_Activity_.
In the records below, the line that contains "Find the location" marks the start. Copy it and each line after it through the end, exactly, without pictures.
##### Given records #####
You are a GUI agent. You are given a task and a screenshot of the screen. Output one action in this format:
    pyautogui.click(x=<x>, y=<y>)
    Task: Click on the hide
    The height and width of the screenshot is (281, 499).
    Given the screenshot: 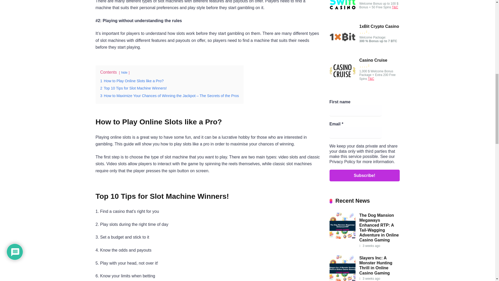 What is the action you would take?
    pyautogui.click(x=124, y=72)
    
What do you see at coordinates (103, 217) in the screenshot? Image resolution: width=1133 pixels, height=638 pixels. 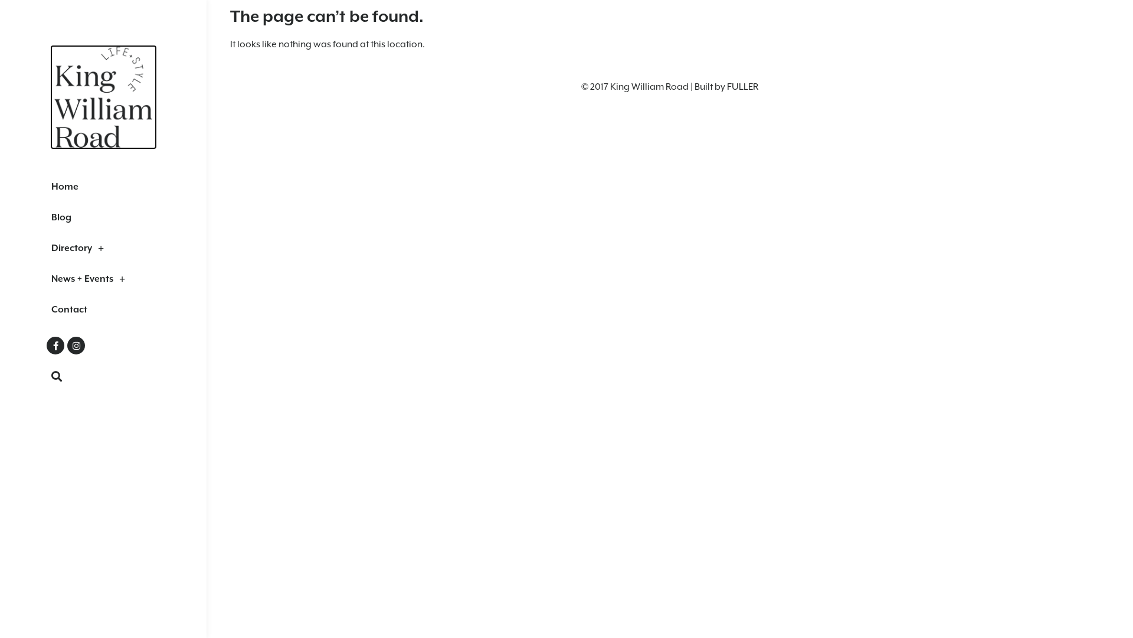 I see `Blog` at bounding box center [103, 217].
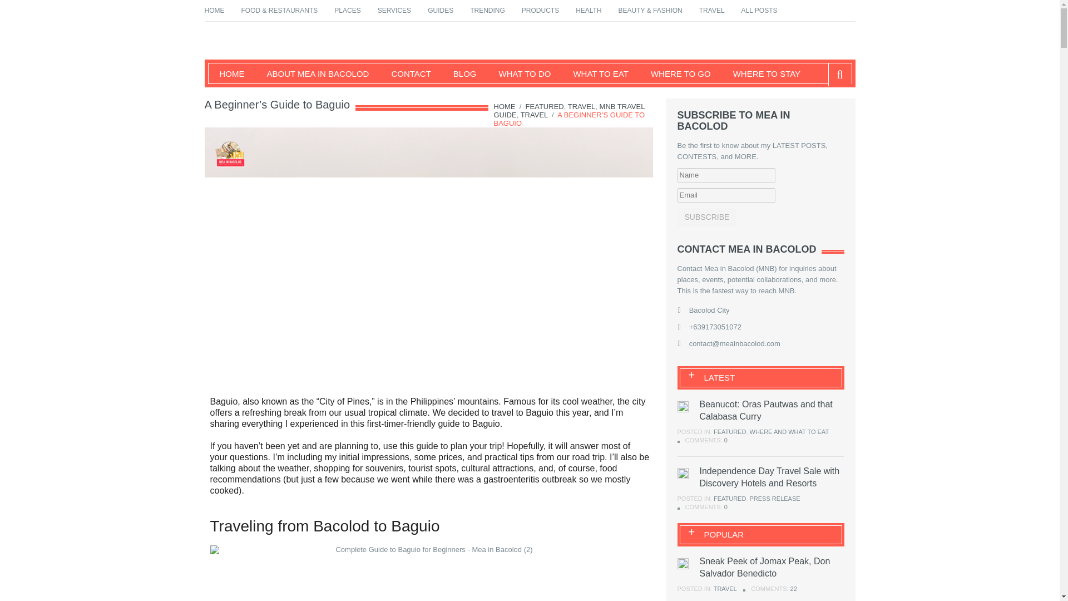 The height and width of the screenshot is (601, 1068). Describe the element at coordinates (504, 106) in the screenshot. I see `HOME` at that location.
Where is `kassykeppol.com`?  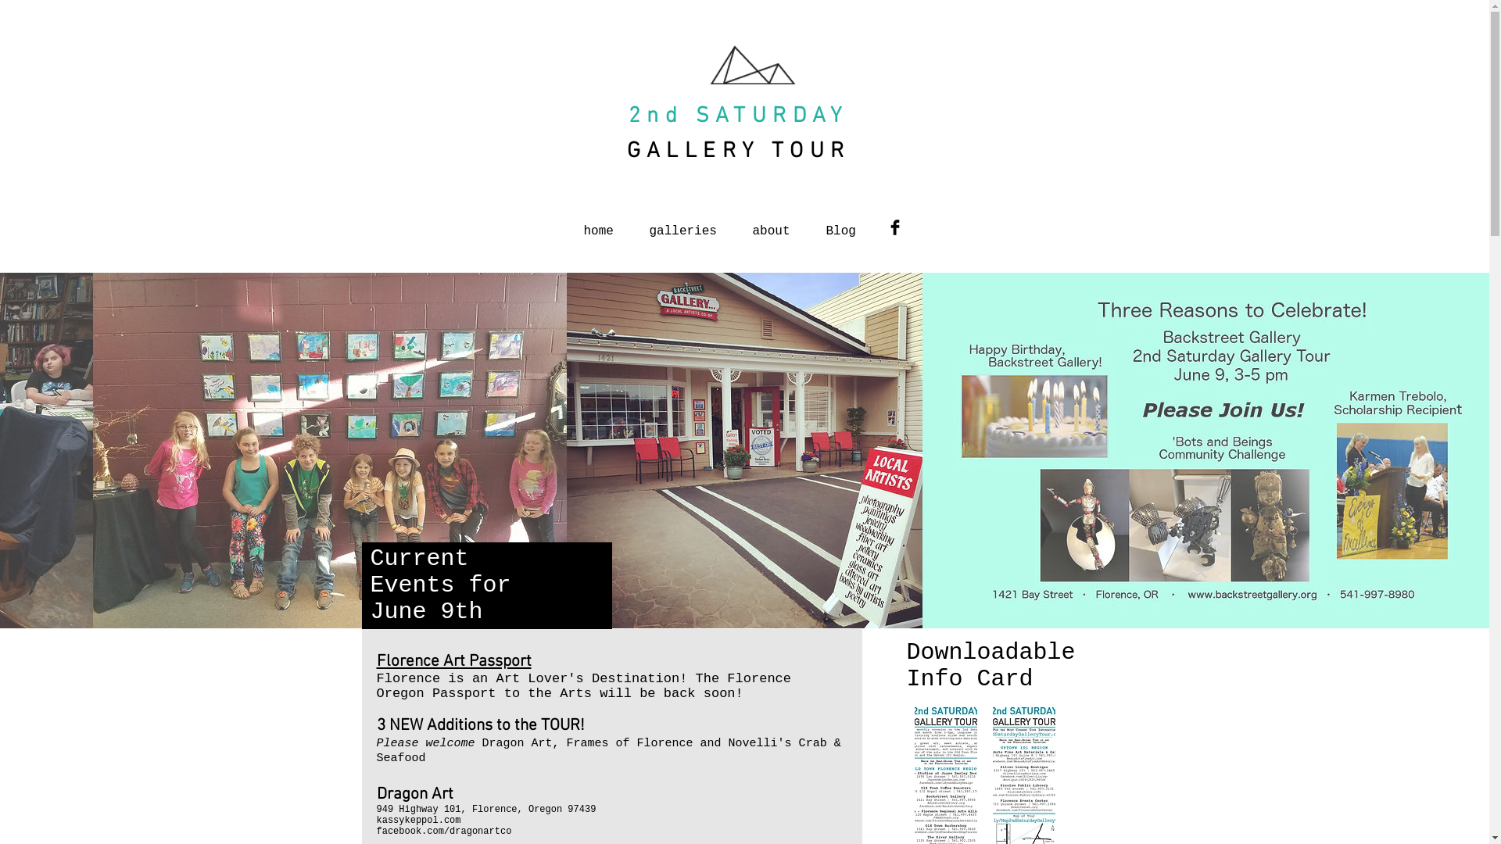
kassykeppol.com is located at coordinates (419, 821).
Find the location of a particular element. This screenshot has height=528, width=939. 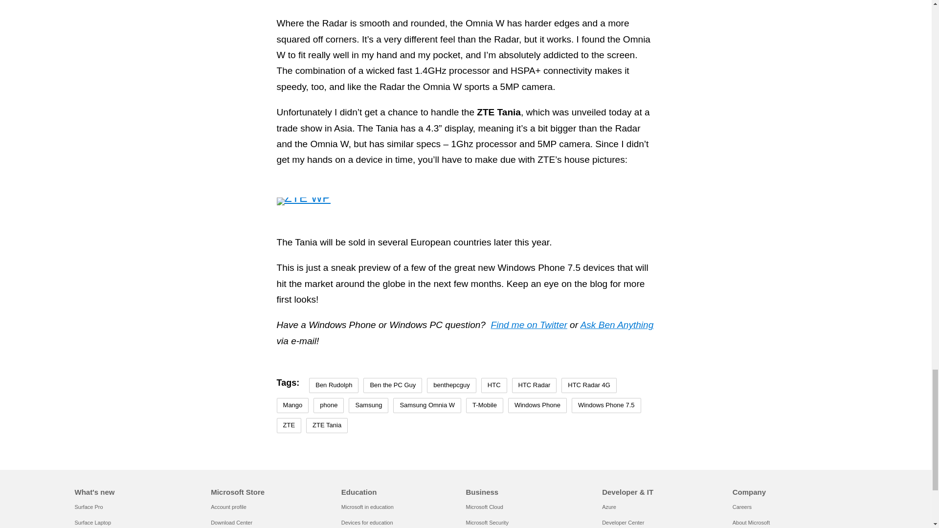

HTC Radar Tag is located at coordinates (534, 385).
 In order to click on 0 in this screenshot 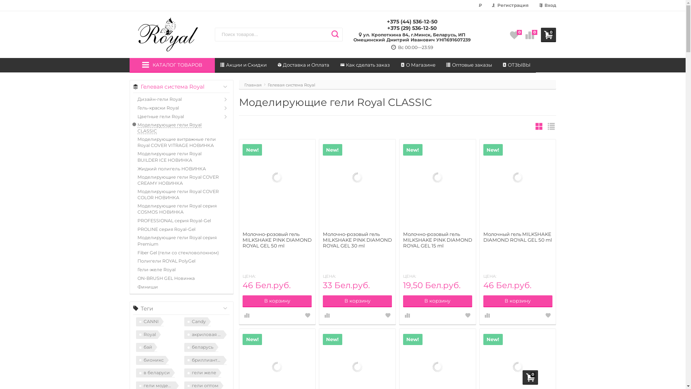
#####
_Answer to this problem_.
Find the location of a particular element. This screenshot has height=528, width=939. 

HTC Radar Tag is located at coordinates (534, 385).
 In order to click on 0 in this screenshot 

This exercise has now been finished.